Last week my friend Alex, on his way from Wake atoll to his California home, stopped in Hawaii for a visit.

“We went snorkeling one day,” he said when I asked about Wake. “I saw a flying fish, even the long fins at its side as it swam past me. I was so excited I called to the others to come see it, but they didn’t hear me.”

I’m glad I wasn’t there. How frustrated I would have been to get that close to swimming with a malolo and then miss it.

During my years of sailing, I’ve watched countless flying fish glide over the water’s surface, some for astonishingly long distances. (The large ones can fly up to a quarter-mile.) I’ve also tossed unlucky ones overboard after they leaped from the ocean to escape a predator, only to die on the deck of my boat. I have never, though, seen one swimming.

This isn’t because these fish are rare. Sixty-some species of flying fish, called malolo in Hawaii, swim the world’s warm oceans. But the fish usually swim farther offshore where few of us snorkel. Besides that, flying fish are escape artists. I suspect that if one spots anything in the distance moving its way, the fish disappears in a flash.

When malolo are startled or pursued, they beat their odd-shaped tails (the lower lobe is longer than the upper) up to 70 times per second. This gives the fish sufficient speed, 20 to 30 mph, to exit the water.

Such an escape mechanism is handy since just about every marine carnivore eats malolo. Tuna, mahimahi, billfish, sharks and dolphins hunt these fish. And when any fish leaps from the water, it’s fair game for seabirds.

People savor flying fish, too, catching them either in gillnets or on the fly at night using lights, which alarm the fish into jumping.

Their eggs are also in demand. In the sushi industry they are a delicacy. They are also a staple for Laysan albatross as well as birds, other fish and mammals.

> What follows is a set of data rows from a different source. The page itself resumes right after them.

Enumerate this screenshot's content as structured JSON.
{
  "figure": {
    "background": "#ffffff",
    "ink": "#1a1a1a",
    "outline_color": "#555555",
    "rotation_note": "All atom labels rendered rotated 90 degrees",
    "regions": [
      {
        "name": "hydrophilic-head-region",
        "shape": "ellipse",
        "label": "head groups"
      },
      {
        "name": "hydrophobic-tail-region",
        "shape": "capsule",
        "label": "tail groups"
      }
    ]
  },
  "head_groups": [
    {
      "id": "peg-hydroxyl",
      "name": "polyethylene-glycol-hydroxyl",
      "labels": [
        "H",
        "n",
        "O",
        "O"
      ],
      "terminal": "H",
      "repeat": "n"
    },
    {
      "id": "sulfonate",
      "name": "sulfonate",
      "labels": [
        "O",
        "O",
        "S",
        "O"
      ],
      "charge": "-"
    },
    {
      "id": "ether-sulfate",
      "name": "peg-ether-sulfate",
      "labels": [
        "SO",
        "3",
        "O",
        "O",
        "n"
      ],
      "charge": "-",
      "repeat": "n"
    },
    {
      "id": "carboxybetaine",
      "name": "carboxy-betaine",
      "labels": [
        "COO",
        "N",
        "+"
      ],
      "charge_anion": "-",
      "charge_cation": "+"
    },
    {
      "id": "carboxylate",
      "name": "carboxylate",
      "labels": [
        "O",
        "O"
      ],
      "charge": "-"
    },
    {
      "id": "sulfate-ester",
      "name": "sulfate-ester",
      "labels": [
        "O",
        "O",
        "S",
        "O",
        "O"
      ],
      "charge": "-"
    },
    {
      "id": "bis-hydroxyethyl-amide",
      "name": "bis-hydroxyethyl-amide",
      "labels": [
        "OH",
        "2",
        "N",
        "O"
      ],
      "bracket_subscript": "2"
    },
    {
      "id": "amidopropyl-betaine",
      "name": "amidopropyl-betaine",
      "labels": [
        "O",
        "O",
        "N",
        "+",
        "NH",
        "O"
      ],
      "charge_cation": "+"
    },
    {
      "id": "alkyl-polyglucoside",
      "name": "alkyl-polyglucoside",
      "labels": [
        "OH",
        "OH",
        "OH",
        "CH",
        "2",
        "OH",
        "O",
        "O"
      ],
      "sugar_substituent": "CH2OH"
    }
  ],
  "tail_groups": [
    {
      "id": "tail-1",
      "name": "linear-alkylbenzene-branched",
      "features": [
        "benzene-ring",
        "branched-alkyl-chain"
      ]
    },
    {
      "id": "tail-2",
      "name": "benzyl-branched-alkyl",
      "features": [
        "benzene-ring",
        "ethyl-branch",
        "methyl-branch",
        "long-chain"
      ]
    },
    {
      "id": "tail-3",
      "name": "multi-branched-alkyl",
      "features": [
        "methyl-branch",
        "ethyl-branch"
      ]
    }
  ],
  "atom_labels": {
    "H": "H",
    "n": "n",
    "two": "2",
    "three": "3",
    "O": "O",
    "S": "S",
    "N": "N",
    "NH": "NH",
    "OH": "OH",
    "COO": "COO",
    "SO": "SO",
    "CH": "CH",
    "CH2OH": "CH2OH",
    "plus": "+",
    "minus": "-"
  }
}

Given how many species eat flying fish in all stages of their lives, it’s a wonder there are any out there. But malolo have adapted — and keep adapting — a reproduction method that keeps their predators well fed.

Because flying-fish eggs are heavier than seawater, if the females broadcast them onto the ocean like so many other fish and invertebrates, the eggs would sink to cold, dark depths and die. Female malolo, therefore, search for things that float and lay their sticky eggs there. Males following closely behind spray the eggs with clouds of sperm.

In the old days flying fish found natural floating items such as seaweed, driftwood and pumice on which to stick their eggs. Today the fish also find plastic.

One theory of why albatrosses, and maybe other species, swallow so much plastic is that the pieces hold flying fish eggs. It’s not been proved but here’s some food for thought: It’s possible that plastic trash helps flying fish by providing more places to lay eggs.

While writing this I found an amazing video clip of malolo laying eggs, some to their death, on a palm frond: BBC Video. Check it out. Watching it is almost as good as snorkeling with a flying fish.